--- ENTRIES SHOWN Enclosed Below ---
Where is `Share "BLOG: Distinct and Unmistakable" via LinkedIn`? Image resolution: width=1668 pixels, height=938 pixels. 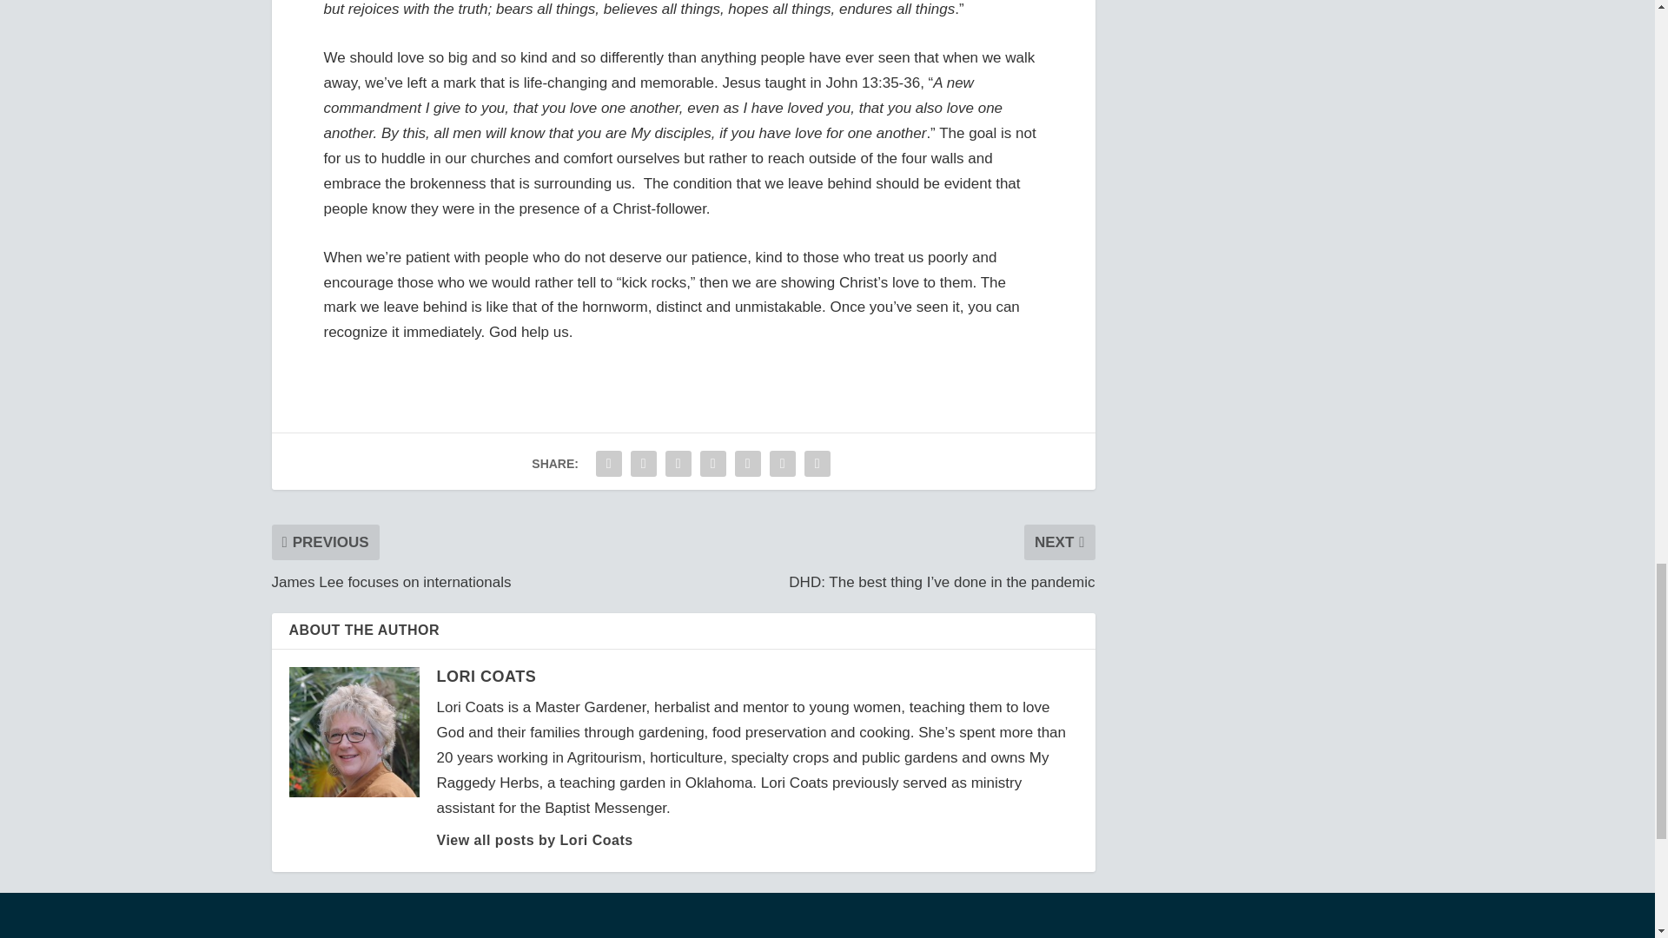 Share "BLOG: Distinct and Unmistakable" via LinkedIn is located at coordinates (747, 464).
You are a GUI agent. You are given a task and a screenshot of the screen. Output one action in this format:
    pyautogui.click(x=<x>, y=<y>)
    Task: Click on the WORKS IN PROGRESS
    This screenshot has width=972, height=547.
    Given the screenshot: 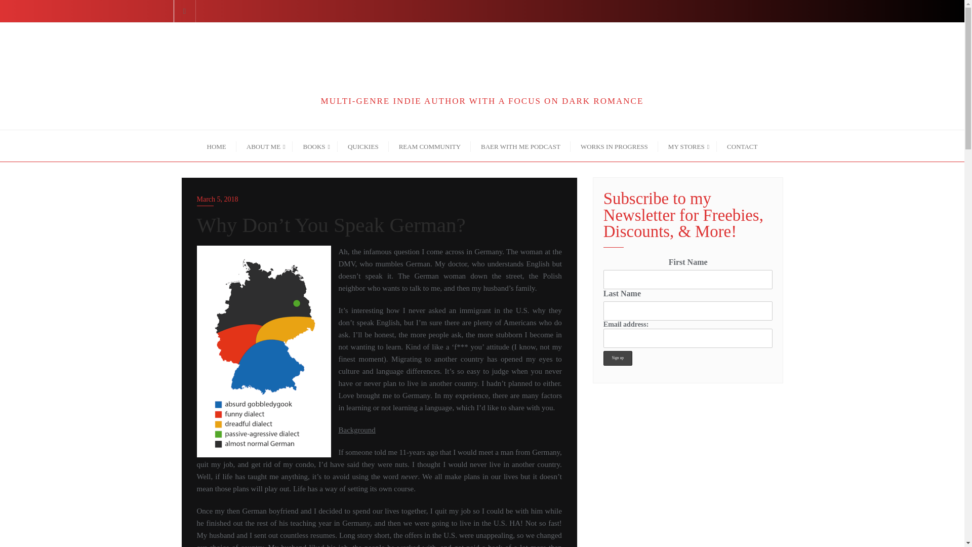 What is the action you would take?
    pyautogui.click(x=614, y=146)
--- End of Enclosed ENTRIES SHOWN ---
--- ENTRIES SHOWN Enclosed Below ---
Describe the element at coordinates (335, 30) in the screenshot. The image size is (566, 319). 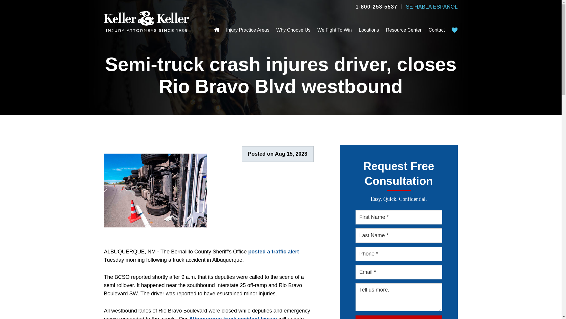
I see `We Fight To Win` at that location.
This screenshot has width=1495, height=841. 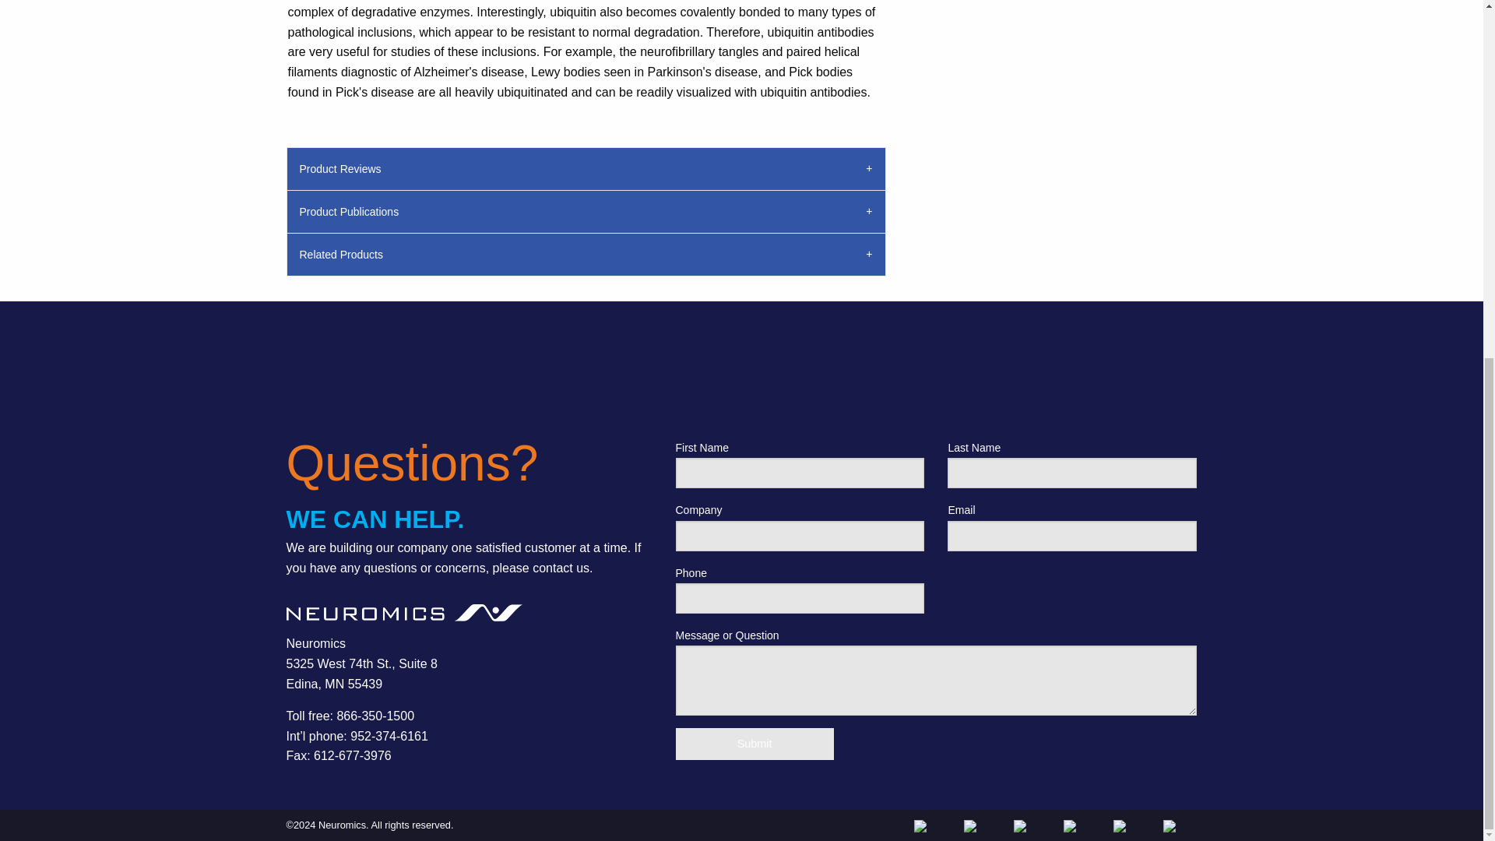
--- End of Enclosed ENTRIES SHOWN ---
PROBLEM DESCRIPTION
Copy out only the lines above from the one with "You are a GUI" to the one with "This screenshot has width=972, height=547.", inclusive, exactly as they stand.

RESULT
You are a GUI agent. You are given a task and a screenshot of the screen. Output one action in this format:
    pyautogui.click(x=<x>, y=<y>)
    Task: Click on the WORKS IN PROGRESS
    This screenshot has width=972, height=547.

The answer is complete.